I was in Europe and it was at this stage that I fell in love with Americans in uniform. And I continue to have that love affair.
I tell you, my fellow Americans, that if we learned anything from the collapse of the Berlin Wall and the fall of the governments in Eastern Europe, even a totally controlled society cannot resist the winds of change that economics and technology and information flow have imposed in this world of ours. That is not an option. Our only realistic option is to embrace these changes and create the jobs of tomorrow.
In Europe the object is to make the most of their land, labour being abundant: here it is to make the most of our labour, land being abundant.
In Europe life is histrionic and dramatized, and in America, except when it is trying to be European, it is direct and sincere.
I recently interviewed Bernie Ecclestone in London. He had a go at women, said [Vladimir] Putin should be running Europe and so on. He enjoys it - he's been doing it for such a long time. He has an entrenched position. The truth be known, he is unique, right?
Then I started to do furniture and interiors for a friend and just to get stuff in a magazine, and then slowly started to build up and started to doing exhibitions.
Going to Europe as a budding cook opened my eyes to food in a different way. When I got to Italy, the first thing I did was put my little basil plants in the ground and watch them turn into big, healthy bushes.
Of course, no-one thinks the EU is perfect. In recent years, the pace of social reform has slowed. But staying in offers the chance to rebuild a vision of Europe for workers, regardless of the passport they hold.
There were a lot of things I listened to, but so-called pop music never killed me, you know, the type of stuff that always seems to make it on the radio. The whole radio thing seems so. . . it's like they've accepted the whole "new wave" thing only because this kind of pop element came into it. In Europe they really love emotion, but here it's like, "let's stay away from it because we might cry or something".
Not material or economic conditions in the ordinary sense, but perverse religious ideas explain the suspension of civilization in Europe from the 5th to the 12th century, and in the Mohammedan world after the 15th century.
I think that the Brexit negotiations have to be a big thing that determines the democratic fight-back and galvanizes democratic Europe again against this rising tide of nationalism.
Every step which the intelligence of Europe has taken has been in spite of the clerical party.
We must build a kind of United States of Europe.
The EU project is to create a country called Europe.
The Simpson's in Piccadilly has been turned into the largest bookstore in all of Europe! How can they fill it? All of these purpose-built Borders and Chapters and every new mall that goes up has a giant chain bookstore with a purpose-built author reading space, whoah, what's gong on there.
It used to be said that you had to know what was happening in America because it gave us a glimpse of our future. Today, the rest of America, and after that Europe, had better heed what happens in California, for it already reveals the type of civilisation that is in store for all of us.
There is one passage in the Scriptures to which all the potentates of Europe seem to have given their unanimous assent and approbation. . . . "There went out a decree in the days of Caesar Augustus, that all the world should be taxed. "
We of the third sphere are unable to look at Europe or at Asia as they may survey each other. Wherever we go, across Pacific or Atlantic, we meet, not similarity so much as 'the bizarre. ' Things astonish us, when we travel, that surprise nobody else.
The Americans are trying to expand their influence in the world, particularly in Europe. They are defending their own interests, not ours.
It's quite nice to see that I didn't have to change who I was to reach two very different types of people.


Repeat the records exactly as given. Do not include the pictures.

....

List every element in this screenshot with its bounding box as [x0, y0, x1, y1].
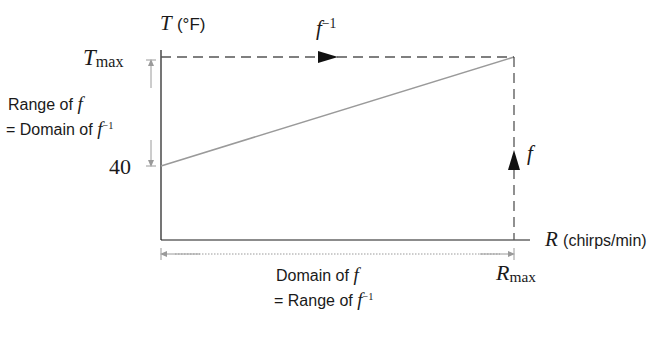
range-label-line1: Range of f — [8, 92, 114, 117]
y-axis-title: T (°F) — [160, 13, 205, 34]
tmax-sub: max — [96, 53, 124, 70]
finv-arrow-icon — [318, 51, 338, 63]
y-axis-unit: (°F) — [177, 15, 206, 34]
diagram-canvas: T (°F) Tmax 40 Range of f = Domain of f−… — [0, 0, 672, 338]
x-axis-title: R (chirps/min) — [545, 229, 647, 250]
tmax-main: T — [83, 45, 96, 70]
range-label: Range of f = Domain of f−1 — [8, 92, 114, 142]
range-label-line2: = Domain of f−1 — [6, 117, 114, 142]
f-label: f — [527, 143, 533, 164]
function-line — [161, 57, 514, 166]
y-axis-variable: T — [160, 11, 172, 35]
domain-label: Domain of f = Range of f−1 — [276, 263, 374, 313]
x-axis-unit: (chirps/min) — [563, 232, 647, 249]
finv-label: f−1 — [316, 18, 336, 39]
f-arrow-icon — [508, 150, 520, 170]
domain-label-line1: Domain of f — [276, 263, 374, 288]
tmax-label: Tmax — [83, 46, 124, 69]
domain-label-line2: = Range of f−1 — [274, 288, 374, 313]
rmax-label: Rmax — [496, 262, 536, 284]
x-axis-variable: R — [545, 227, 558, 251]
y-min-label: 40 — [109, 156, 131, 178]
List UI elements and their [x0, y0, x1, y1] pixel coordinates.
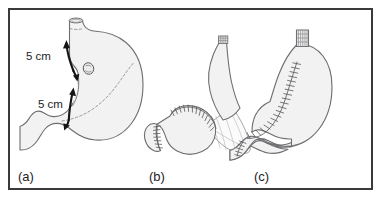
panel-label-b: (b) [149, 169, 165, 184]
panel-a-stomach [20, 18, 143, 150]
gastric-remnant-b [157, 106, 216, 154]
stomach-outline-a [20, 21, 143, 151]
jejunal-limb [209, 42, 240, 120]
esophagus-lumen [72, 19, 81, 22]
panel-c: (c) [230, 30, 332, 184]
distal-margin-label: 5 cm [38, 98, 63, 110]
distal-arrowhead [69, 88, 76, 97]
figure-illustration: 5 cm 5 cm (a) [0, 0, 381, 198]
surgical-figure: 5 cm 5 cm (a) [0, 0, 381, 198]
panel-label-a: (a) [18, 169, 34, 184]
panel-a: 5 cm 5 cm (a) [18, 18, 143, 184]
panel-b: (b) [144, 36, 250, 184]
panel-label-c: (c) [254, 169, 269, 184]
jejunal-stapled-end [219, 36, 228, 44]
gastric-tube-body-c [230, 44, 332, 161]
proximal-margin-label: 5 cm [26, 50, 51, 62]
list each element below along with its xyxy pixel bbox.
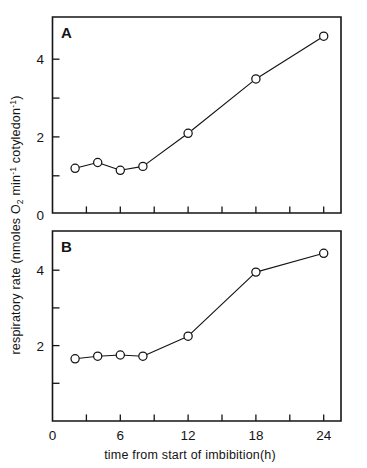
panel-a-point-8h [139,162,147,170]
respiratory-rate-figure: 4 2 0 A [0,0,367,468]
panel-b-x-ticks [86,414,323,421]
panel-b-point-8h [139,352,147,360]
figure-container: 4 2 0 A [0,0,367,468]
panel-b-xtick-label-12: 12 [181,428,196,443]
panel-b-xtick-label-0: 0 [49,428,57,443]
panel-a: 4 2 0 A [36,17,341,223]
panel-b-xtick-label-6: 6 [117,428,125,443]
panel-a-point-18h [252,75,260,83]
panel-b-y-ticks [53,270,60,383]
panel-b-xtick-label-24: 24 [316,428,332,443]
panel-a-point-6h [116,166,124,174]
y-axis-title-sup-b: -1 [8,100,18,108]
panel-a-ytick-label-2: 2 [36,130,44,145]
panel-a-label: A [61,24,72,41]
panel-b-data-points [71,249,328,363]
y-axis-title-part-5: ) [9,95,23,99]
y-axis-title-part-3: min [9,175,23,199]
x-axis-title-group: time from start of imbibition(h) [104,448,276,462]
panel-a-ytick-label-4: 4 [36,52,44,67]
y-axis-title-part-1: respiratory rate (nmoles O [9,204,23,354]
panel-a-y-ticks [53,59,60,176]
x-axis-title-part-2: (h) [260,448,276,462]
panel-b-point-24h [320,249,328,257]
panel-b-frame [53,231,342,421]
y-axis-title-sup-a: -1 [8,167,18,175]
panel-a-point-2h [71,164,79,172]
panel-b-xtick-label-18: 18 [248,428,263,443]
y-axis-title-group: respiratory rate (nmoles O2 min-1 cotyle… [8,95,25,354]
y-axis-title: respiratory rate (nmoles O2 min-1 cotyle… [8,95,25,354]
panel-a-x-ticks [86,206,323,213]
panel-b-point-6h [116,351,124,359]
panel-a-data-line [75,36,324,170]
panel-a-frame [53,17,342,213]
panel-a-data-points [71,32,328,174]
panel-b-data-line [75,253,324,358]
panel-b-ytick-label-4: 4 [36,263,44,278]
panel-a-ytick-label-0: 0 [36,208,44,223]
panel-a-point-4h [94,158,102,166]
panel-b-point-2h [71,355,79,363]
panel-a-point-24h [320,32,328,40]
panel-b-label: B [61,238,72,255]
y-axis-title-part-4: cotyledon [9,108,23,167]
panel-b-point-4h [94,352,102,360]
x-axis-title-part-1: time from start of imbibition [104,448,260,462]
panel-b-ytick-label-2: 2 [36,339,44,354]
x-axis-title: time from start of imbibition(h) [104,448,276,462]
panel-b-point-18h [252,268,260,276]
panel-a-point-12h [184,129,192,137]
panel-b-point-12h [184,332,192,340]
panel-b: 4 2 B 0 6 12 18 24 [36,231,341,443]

....

■ Answer section
List every element in this screenshot with its bounding box as [x0, y0, x1, y1].
range-label-line1: Range of f — [8, 92, 114, 117]
y-axis-title: T (°F) — [160, 13, 205, 34]
tmax-sub: max — [96, 53, 124, 70]
finv-arrow-icon — [318, 51, 338, 63]
y-axis-unit: (°F) — [177, 15, 206, 34]
diagram-canvas: T (°F) Tmax 40 Range of f = Domain of f−… — [0, 0, 672, 338]
x-axis-title: R (chirps/min) — [545, 229, 647, 250]
tmax-main: T — [83, 45, 96, 70]
range-label: Range of f = Domain of f−1 — [8, 92, 114, 142]
range-label-line2: = Domain of f−1 — [6, 117, 114, 142]
f-label: f — [527, 143, 533, 164]
function-line — [161, 57, 514, 166]
y-axis-variable: T — [160, 11, 172, 35]
domain-label: Domain of f = Range of f−1 — [276, 263, 374, 313]
x-axis-unit: (chirps/min) — [563, 232, 647, 249]
finv-label: f−1 — [316, 18, 336, 39]
f-arrow-icon — [508, 150, 520, 170]
domain-label-line1: Domain of f — [276, 263, 374, 288]
tmax-label: Tmax — [83, 46, 124, 69]
domain-label-line2: = Range of f−1 — [274, 288, 374, 313]
rmax-label: Rmax — [496, 262, 536, 284]
x-axis-variable: R — [545, 227, 558, 251]
y-min-label: 40 — [109, 156, 131, 178]
List UI elements and their [x0, y0, x1, y1] pixel coordinates.
panel-label-b: (b) [149, 169, 165, 184]
panel-a-stomach [20, 18, 143, 150]
gastric-remnant-b [157, 106, 216, 154]
stomach-outline-a [20, 21, 143, 151]
jejunal-limb [209, 42, 240, 120]
esophagus-lumen [72, 19, 81, 22]
panel-c: (c) [230, 30, 332, 184]
distal-margin-label: 5 cm [38, 98, 63, 110]
distal-arrowhead [69, 88, 76, 97]
figure-illustration: 5 cm 5 cm (a) [0, 0, 381, 198]
surgical-figure: 5 cm 5 cm (a) [0, 0, 381, 198]
panel-label-a: (a) [18, 169, 34, 184]
panel-a: 5 cm 5 cm (a) [18, 18, 143, 184]
panel-b: (b) [144, 36, 250, 184]
panel-label-c: (c) [254, 169, 269, 184]
jejunal-stapled-end [219, 36, 228, 44]
gastric-tube-body-c [230, 44, 332, 161]
proximal-margin-label: 5 cm [26, 50, 51, 62]
list each element below along with its xyxy pixel bbox.
panel-a-point-8h [139,162,147,170]
respiratory-rate-figure: 4 2 0 A [0,0,367,468]
panel-b-x-ticks [86,414,323,421]
panel-b-point-8h [139,352,147,360]
figure-container: 4 2 0 A [0,0,367,468]
panel-b-xtick-label-12: 12 [181,428,196,443]
panel-b-xtick-label-0: 0 [49,428,57,443]
panel-a: 4 2 0 A [36,17,341,223]
panel-b-xtick-label-6: 6 [117,428,125,443]
panel-a-point-18h [252,75,260,83]
panel-b-y-ticks [53,270,60,383]
panel-b-xtick-label-24: 24 [316,428,332,443]
panel-a-point-6h [116,166,124,174]
y-axis-title-sup-b: -1 [8,100,18,108]
panel-a-ytick-label-2: 2 [36,130,44,145]
panel-a-label: A [61,24,72,41]
panel-b-data-points [71,249,328,363]
y-axis-title-part-5: ) [9,95,23,99]
y-axis-title-part-3: min [9,175,23,199]
x-axis-title-group: time from start of imbibition(h) [104,448,276,462]
panel-a-ytick-label-4: 4 [36,52,44,67]
y-axis-title-part-1: respiratory rate (nmoles O [9,204,23,354]
panel-a-y-ticks [53,59,60,176]
x-axis-title-part-2: (h) [260,448,276,462]
panel-b-point-24h [320,249,328,257]
panel-b-frame [53,231,342,421]
y-axis-title-sup-a: -1 [8,167,18,175]
panel-a-point-2h [71,164,79,172]
panel-b-xtick-label-18: 18 [248,428,263,443]
y-axis-title-group: respiratory rate (nmoles O2 min-1 cotyle… [8,95,25,354]
y-axis-title: respiratory rate (nmoles O2 min-1 cotyle… [8,95,25,354]
panel-a-x-ticks [86,206,323,213]
panel-b-point-6h [116,351,124,359]
panel-a-data-line [75,36,324,170]
panel-a-frame [53,17,342,213]
panel-a-data-points [71,32,328,174]
panel-b-data-line [75,253,324,358]
panel-b-ytick-label-4: 4 [36,263,44,278]
panel-a-ytick-label-0: 0 [36,208,44,223]
panel-a-point-4h [94,158,102,166]
panel-b-point-2h [71,355,79,363]
panel-a-point-24h [320,32,328,40]
panel-b-label: B [61,238,72,255]
y-axis-title-part-4: cotyledon [9,108,23,167]
panel-b-point-4h [94,352,102,360]
x-axis-title-part-1: time from start of imbibition [104,448,260,462]
panel-b-ytick-label-2: 2 [36,339,44,354]
x-axis-title: time from start of imbibition(h) [104,448,276,462]
panel-b-point-18h [252,268,260,276]
panel-a-point-12h [184,129,192,137]
panel-b-point-12h [184,332,192,340]
panel-b: 4 2 B 0 6 12 18 24 [36,231,341,443]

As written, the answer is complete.